Prompt 1: What are the data driven approaches to Framenet expansion?

Response 1 (RAG)

Prompt 2: Read the frame ‘Execute_plan’ in the provided FrameNet data, then describe the frame in terms of its definition, frame elements and other frame relations with it.

Response 2 (RAG)

The above response is consistent with all the frame elements (total 14) of “Execute_plan” in FrameNet Data as shown below:

Prompt 3: Please read the frame ‘Execute_plan’, then generate an example based on the frame. Relate all the sentence parts with the frame elements.

Response 3 (RAG)

Prompt 4: Please propose 10 additional different lexical units that evoke the “Execute_plan” semantic frame.

Response 4 (RAG)

In the above response 4, **Enact** means Enact.

Prompt 5: Please propose 10 examples on “Execute_plan” semantic frame.

Response 5 (RAG)

Prompt 6: Annotate this sentence on the basis of frame semantics: “Health authorities say they have put measures into effect in all ports of entry and in centers of provinces.”

Response 6 (RAG)

The above response 6 is consistent with the FrameNet Data as shown below.

Now, we have to establish some kind of evaluation benchmark for LLMs which specialise in Construction Grammar and Framenet so that we can judge models on a metric and rank them accordingly.
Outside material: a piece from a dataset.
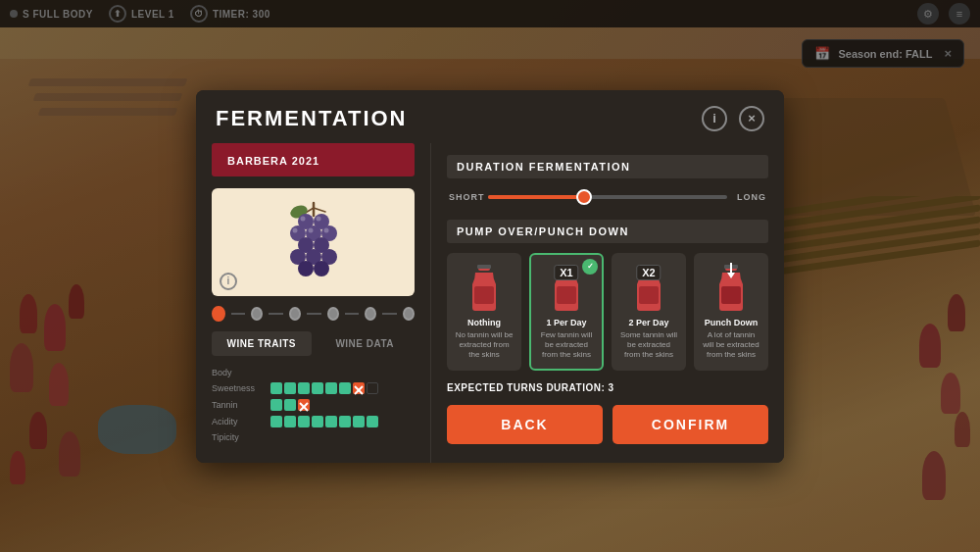 This screenshot has height=552, width=980. Describe the element at coordinates (366, 343) in the screenshot. I see `tab-wine-data: Wine Data` at that location.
This will indicate what works for the model and what not works so that our next move can be planned. Also, building a modular LLM is also crucial for evaluation and comparison.

Week 7: I started off with some changes in the Framenet XML parser. The changes included a different naming convention of the keys and addition of Frame URL to the json. Refined JSON of Frame ‘Accompaniment’ is shown below.
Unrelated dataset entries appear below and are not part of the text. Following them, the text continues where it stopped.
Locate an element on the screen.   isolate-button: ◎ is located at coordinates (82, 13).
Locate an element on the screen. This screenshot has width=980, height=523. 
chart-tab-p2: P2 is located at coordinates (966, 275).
illustration of refined JSON of frame ‘Accompaniment’

This will help the LLM in better extraction of meaning out of context provided using RAG. Then I proceeded towards making the LLM (with RAG) able to conduct multi turn conversation. First, I started with the Chat engine provided by LlamaIndex. Chat engine is a high-level interface for having a conversation with your data (multiple back-and-forth instead of a single question & answer). Think ChatGPT, but augmented with your knowledge base. But the results were very poor. It seemed like there was no history of messages. After this, I began implementing my own mutli turn conversation using the suitable tokens used at the time of pretraining Llama 3. Every model has their own sets of tokens which are generally unique to them. The tokens and prompt formats for Llama 3 can be found here. Since, I am using the Instruct version of Llama 3 (better at following instructions) so the following is the proposed system prompt and query wrapper prompt.

Prompt Format of Llama 3 Instruct

Afterwards, I uploaded the whole project on my Github account as a repository named ChattyAI to have a remote backup and to keep a track of the commits to the project. Next, I will be implementing a RankRAG framework and try to construct a Evaluation benchmark for the models. RankRAG introduces a new instruction fine-tuning framework to perform effective context ranking and answering generation to enhance an LLM’s RAG capabilities. It leverages a small ranking dataset to outperform existing expert ranking models. Shows that a Llama3-RankRAG significantly outperforms Llama3-ChatQA-1.5 and GPT-4 models on nine knowledge-intensive benchmarks.

#Weekly updates are made to this blog as the project progresses.